Question did the machine boot after formatting the partition and before you started moving the drives around? If so the operating system is probably on a drive you have removed from the machine. It needs to be replaced onto the same cable position it was originally located upon -- probably on the Primary IDE cable master position or jumper setting.
If not reinstallation of the operating to the formatted partition is probably the correct next step. Be careful in doing this because if you choose one of the other partitions that were not formatted it could wipe out the data in them based on the installation process chosen.

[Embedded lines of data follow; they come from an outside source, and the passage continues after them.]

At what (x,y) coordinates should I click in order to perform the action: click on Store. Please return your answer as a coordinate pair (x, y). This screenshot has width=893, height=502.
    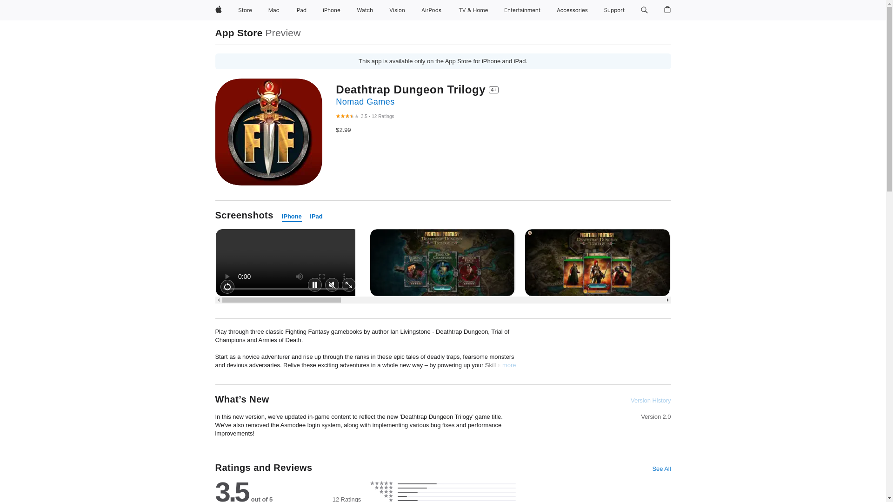
    Looking at the image, I should click on (245, 10).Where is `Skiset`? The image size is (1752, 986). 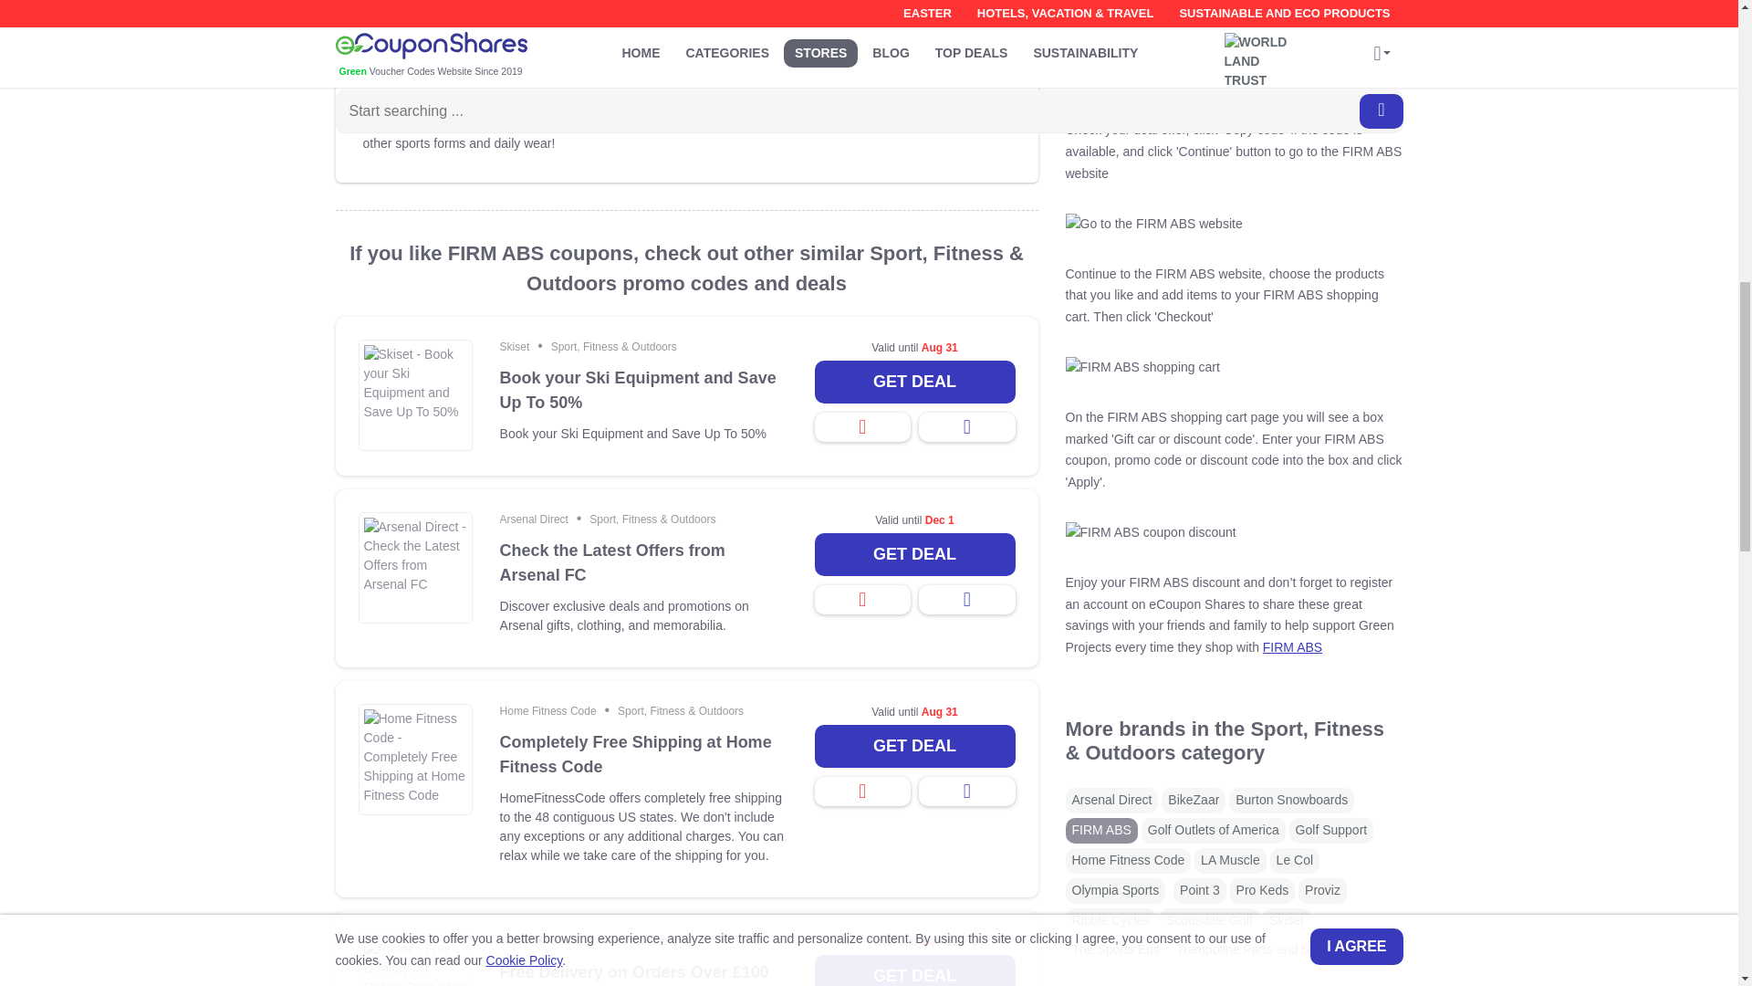
Skiset is located at coordinates (515, 346).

For the Seagate hard disk model ST3120827AS, the TVS diode is typically located on the circuit board (PCB). TVS diodes are designed to protect electronic circuits from voltage spikes and transient events. They are usually small, with two leads, and look like small cylindrical or rectangular components.To locate the TVS diode on the circuit board, you may need to refer to the hard drive's datasheet or schematic diagram, if available. Additionally, you can try searching for online resources or forums where individuals share information about hard drive components and their locations.Regarding the Cisco Nexus Network Switch , it's important to note that specific details about the internal components, including the location of TVS diodes, may be proprietary and not readily available in publicly accessible documents. For detailed information about the switch's internal components, you may need to refer to Cisco's official documentation or contact Cisco's supporthttps://www.serverblink.com/n3k-c31108pc-v-cisco-nexus-network-switch/
Try downloading TESTDISK and see if the drive is detected on the List within TESTDISK. If it is then you may be able to restore the boot sector within TESTDISK.
You will need an external Hard drive adapter case.
This will probably come with driver disk.
If already and external drive it may have internal firmware which talks directly to the PC.
Just install drivers, if any, and plug unit in.
Follow screen prompts.
You do not say what OS you were installing, and Windows limits what you can do with the hard drive during installation.
As you have found out, any power interruption during an installation will likely corrupt the process and make the system unbootable.
If you can restart the install at the very beginning that may work for you. However, I believe the simplest fix will be to use a live system bootable disk and erase the corrupted partition table on the drive then restart the install as if it were a brand new hard drive.
For that type of recovery I use gparted, which can be downloaded for free from http://gparted.org/livecd.php
Gparted live can be used on CD, hard disk, USB, or even pxe boot. I would delete all the existing partitions that were created during the failed install, then restart the install from the very beginning as if it were a new disk.
The hard disk must have crashed and only professional data recovery service providers can retrieve data from the hard disk. It will cost money and if the data is extremely important then only you should opt for data recovery.
You mean "lost" photos? or I don't understand your question. If lost, there are a number of "free" recovery software solutions as well as purchase type solutions. Otherwise, tomshardware.com has very good answers.